New York Dada was a regionalized extension of Dada, an artistic and cultural movement between the years 1913 and 1923. Usually considered to have been instigated by Marcel Duchamp's Fountain exhibited at the first exhibition of the Society of Independent Artists in 1917, and becoming a movement at the Cabaret Voltaire in February, 1916, in Zürich, the Dadaism as a loose network of artists spread across Europe and other countries, with New York becoming the primary center of Dada in the United States. The very word Dada is notoriously difficult to define and its origins are disputed, particularly amongst the Dadaists themselves.
Leonardo da Vinci's Mona Lisa is one of the most recognizable and famous works of art in the world, and also one of the most replicated and reinterpreted. Mona Lisa replicas were already being painted during Leonardo's lifetime by his own students and contemporaries. Some are claimed to be the work of Leonardo himself, and remain disputed by scholars. Prominent 20th-century artists such as Marcel Duchamp and Salvador Dalí have also produced derivative works, manipulating Mona Lisa's image to suit their own aesthetic. Replicating Renaissance masterpieces continues to be a way for aspiring artists to perfect their painting techniques and prove their skills.
The Société Normande de Peinture Moderne, also known as Société de Peinture Moderne, or alternatively, Normand Society of Modern Painting, was a collective of eminent painters, sculptors, poets, musicians and critics associated with Post-Impressionism, Fauvism, Cubism and Orphism. The Société Normande de la Peinture Moderne was a diverse collection of avant-garde artists; in part a subgrouping of the Cubist movement, evolving alongside the so-called Salon Cubist group, first independently then in tandem with the core group of Cubists that emerged at the Salon d'Automne and Salon des Indépendants between 1909 and 1911. Historically, the two groups merged in 1912, at the Section d'Or exhibition, but documents from the period prior to 1912 indicate the merging occurred earlier and in a more convoluted manner.
Didier Ottinger, born in Nancy in 1957, is a French museum curator, art critic and author. He is known for organizing exhibitions and publishing books on modern and contemporary painting. He is now assistant director of the Centre Pompidou at the Musée national d'art moderne in Paris.
Les Peintres Cubistes, Méditations Esthétiques, is a book written by Guillaume Apollinaire between 1905 and 1912, published in 1913. This was the third major text on Cubism; following Du "Cubisme" by Albert Gleizes and Jean Metzinger (1912); and André Salmon, Histoire anecdotique du cubisme (1912).
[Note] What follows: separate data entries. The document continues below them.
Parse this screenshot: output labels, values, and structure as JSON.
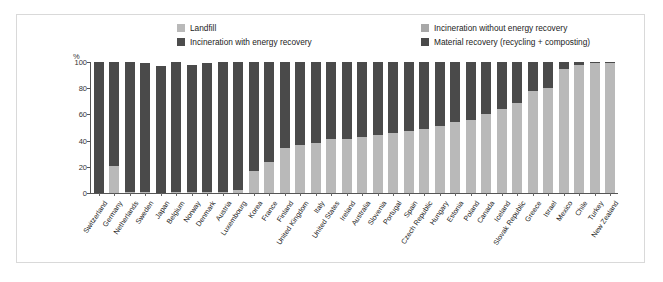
{
  "chart_data": {
    "type": "bar",
    "subtype": "stacked-bar",
    "title": "",
    "xlabel": "",
    "ylabel": "%",
    "ylim": [
      0,
      100
    ],
    "yticks": [
      0,
      20,
      40,
      60,
      80,
      100
    ],
    "grid": false,
    "legend_position": "top",
    "colors": {
      "landfill": "#b9b9b9",
      "incineration_without_energy_recovery": "#a8a8a8",
      "incineration_with_energy_recovery": "#4d4d4d",
      "material_recovery": "#4a4a4a",
      "frame": "#d9d9d9",
      "axis": "#555555",
      "text": "#1a1a1a"
    },
    "legend": [
      {
        "key": "landfill",
        "label": "Landfill",
        "color": "#b9b9b9"
      },
      {
        "key": "incineration_without",
        "label": "Incineration without energy recovery",
        "color": "#a8a8a8"
      },
      {
        "key": "incineration_with",
        "label": "Incineration with energy recovery",
        "color": "#4d4d4d"
      },
      {
        "key": "material_recovery",
        "label": "Material recovery (recycling + composting)",
        "color": "#4a4a4a"
      }
    ],
    "categories": [
      "Switzerland",
      "Germany",
      "Netherlands",
      "Sweden",
      "Japan",
      "Belgium",
      "Norway",
      "Denmark",
      "Austria",
      "Luxembourg",
      "Korea",
      "France",
      "Finland",
      "United Kingdom",
      "Italy",
      "United States",
      "Ireland",
      "Australia",
      "Slovenia",
      "Portugal",
      "Spain",
      "Czech Republic",
      "Hungary",
      "Estonia",
      "Poland",
      "Canada",
      "Iceland",
      "Slovak Republic",
      "Greece",
      "Israel",
      "Mexico",
      "Chile",
      "Turkey",
      "New Zealand"
    ],
    "series": [
      {
        "name": "Recovery (material + incineration with energy recovery)",
        "color": "#4a4a4a",
        "values": [
          100,
          79,
          99,
          98,
          97,
          99,
          97,
          98,
          99,
          98,
          83,
          76,
          66,
          63,
          62,
          59,
          59,
          57,
          56,
          54,
          53,
          51,
          49,
          46,
          44,
          40,
          36,
          31,
          22,
          20,
          5,
          2,
          1,
          1
        ]
      },
      {
        "name": "Landfill",
        "color": "#b9b9b9",
        "values": [
          0,
          21,
          1,
          1,
          0,
          1,
          1,
          1,
          1,
          2,
          17,
          24,
          34,
          37,
          38,
          41,
          41,
          43,
          44,
          46,
          47,
          49,
          51,
          54,
          56,
          60,
          64,
          69,
          78,
          80,
          95,
          98,
          99,
          99
        ]
      }
    ]
  }
}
Gabrièle Buffet-Picabia was a French art critic and writer affiliated with Dadaism. She was an organiser of the French resistance and the first wife of artist Francis Picabia.
Galeries Dalmau was an art gallery in Barcelona, Spain, from 1906 to 1930. The gallery was founded and managed by the Symbolist painter and restorer Josep Dalmau i Rafel. The aim was to promote, import and export avant-garde artistic talent. Dalmau is credited for having launched avant-garde art in Spain.
Caoutchouc is a painting created circa 1909 by the French artist Francis Picabia. At the crossroads of Cubism and Fauvism, Caoutchouc is considered one of the first abstract works in Western painting. The painting is in the collection of Centre Pompidou, Musée National d'Art Moderne, in Paris.
Udnie, also known as Udnie , is an oil on canvas painting by French artist Francis Picabia, executed in 1913. It is held at the Musée National d'Art Moderne, Centre Georges Pompidou, in Paris.